Consequently, Venezuela’s contestation line at the UNGA does not find its way to the UNSC or misses its objectives, because each interaction order implies different ways of expressing contestation. For instance, while Venezuelan representatives resorted to bombastic rhetoric at the UNGA, they avoided denouncing partners in the UNSC. Venezuelan solidarity with isolated regimes (by Western powers), such as Syria, Iran or North Korea, that was staged at the UNGA, did not impede the search for consensus at the UNSC, even on Syria. Finally, at the UNGA, Venezuela usually differed from the US, formalising a contestation practice. In the UNSC, it only voted against draft resolutions on four occasions, together with other members.

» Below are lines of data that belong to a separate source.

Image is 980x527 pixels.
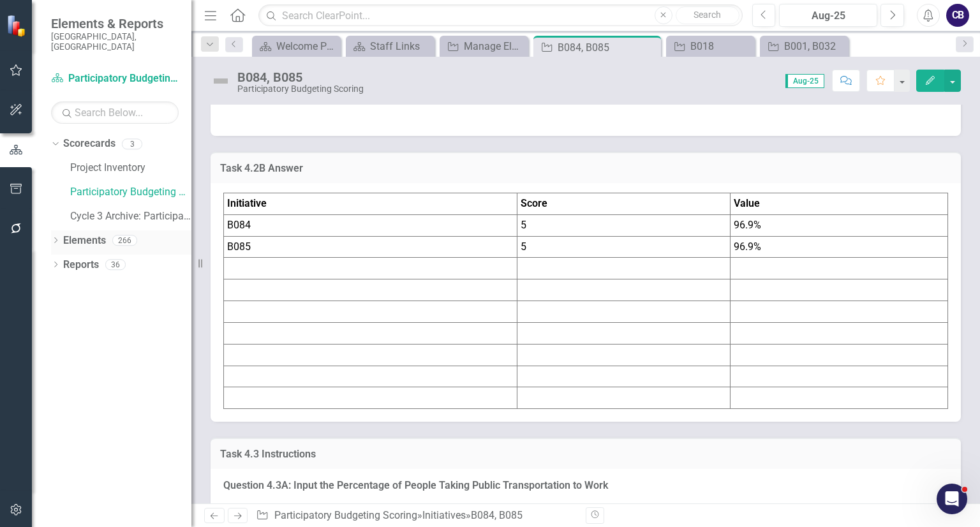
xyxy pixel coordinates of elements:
[63,258,99,273] a: Reports
[785,74,824,88] span: Aug-25
[518,214,730,236] td: 5
[227,197,267,209] strong: Initiative
[422,509,466,521] a: Initiatives
[238,70,364,84] div: B084, B085
[442,38,525,54] a: Manage Elements
[70,161,191,175] a: Project Inventory
[946,4,969,26] button: CB
[370,38,431,54] div: Staff Links
[676,6,739,24] button: Search
[471,509,523,521] div: B084, B085
[63,137,115,151] a: Scorecards
[518,236,730,258] td: 5
[763,38,845,54] a: B001, B032
[258,4,742,26] input: Search ClearPoint...
[51,16,179,32] span: Elements & Reports
[238,84,364,94] div: Participatory Budgeting Scoring
[210,71,231,91] img: Not Defined
[51,72,179,86] a: Participatory Budgeting Scoring
[936,484,967,514] iframe: Intercom live chat
[783,9,873,24] div: Aug-25
[51,32,179,52] small: [GEOGRAPHIC_DATA], [GEOGRAPHIC_DATA]
[669,38,752,54] a: B018
[70,185,191,200] a: Participatory Budgeting Scoring
[558,39,658,56] div: B084, B085
[220,449,951,460] h3: Task 4.3 Instructions
[694,9,721,20] span: Search
[734,197,760,209] strong: Value
[255,38,337,54] a: Welcome Page
[224,236,518,258] td: B085
[112,235,137,246] div: 266
[220,163,951,174] h3: Task 4.2B Answer
[464,38,525,54] div: Manage Elements
[349,38,431,54] a: Staff Links
[274,509,417,521] a: Participatory Budgeting Scoring
[70,209,191,224] a: Cycle 3 Archive: Participatory Budgeting Scoring
[6,14,29,37] img: ClearPoint Strategy
[730,236,948,258] td: 96.9%
[63,233,106,248] a: Elements
[105,259,126,270] div: 36
[224,214,518,236] td: B084
[784,38,845,54] div: B001, B032
[730,214,948,236] td: 96.9%
[276,38,337,54] div: Welcome Page
[223,479,608,491] strong: Question 4.3A: Input the Percentage of People Taking Public Transportation to Work
[51,102,179,124] input: Search Below...
[779,4,877,26] button: Aug-25
[122,138,142,150] div: 3
[256,508,576,523] div: » »
[690,38,752,54] div: B018
[520,197,548,209] strong: Score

More interestingly, the Latin American state abstained alone four times. However, during official sessions of the UNSC, each contestation attempts were blatantly undermined by other members’ interactions, as revealed by speeches and exchanges. These episodes highlight the difficulties specific to Venezuelan diplomacy, the ideological incoherence and the lack of internal capacity that were more acute during the period under review.
But the analysis of contestation practices does not stop at these formal sessions. Venezuelan representatives also use informal and backstage actions to express their dissent, not without difficulty. The Venezuelan controversial use of the any other business’ meetings (AOBs) with no public records during its UNSC presidency exemplifies these behind-the-scene contestation attempts.
An analysis based on the notion of interaction order provides a better understanding of Venezuela’s moderation at the UNSC. It is not the result of a lack of contestation but of an invisibilisation of contestation by interactive practices. Contestation initiatives often became invisible through different processes. Venezuelan contestation was downgraded either by the interactions between permanent members as was the case after the vote on Resolution 2209 or because it was part of a configuration linked to divisions between permanent states, namely the US versus Russia and China. In other cases, Venezuela contestation was often relegated backstage or behind the scene and/or was framed in acceptable forms when it occurs in official meeting.
Venezuelan contestation occurred at the UNGA and the UNSC, but in both cases, it led to the reproduction of the interaction order or for changes to take place only at the margin. Thus, our study opens the analysis of IOs change processes beyond institutional reforms. It also provides a better understanding of the complexity of dissenting practices at the UN, at a time when a growing number of actors contest multilateral formal and informal rules.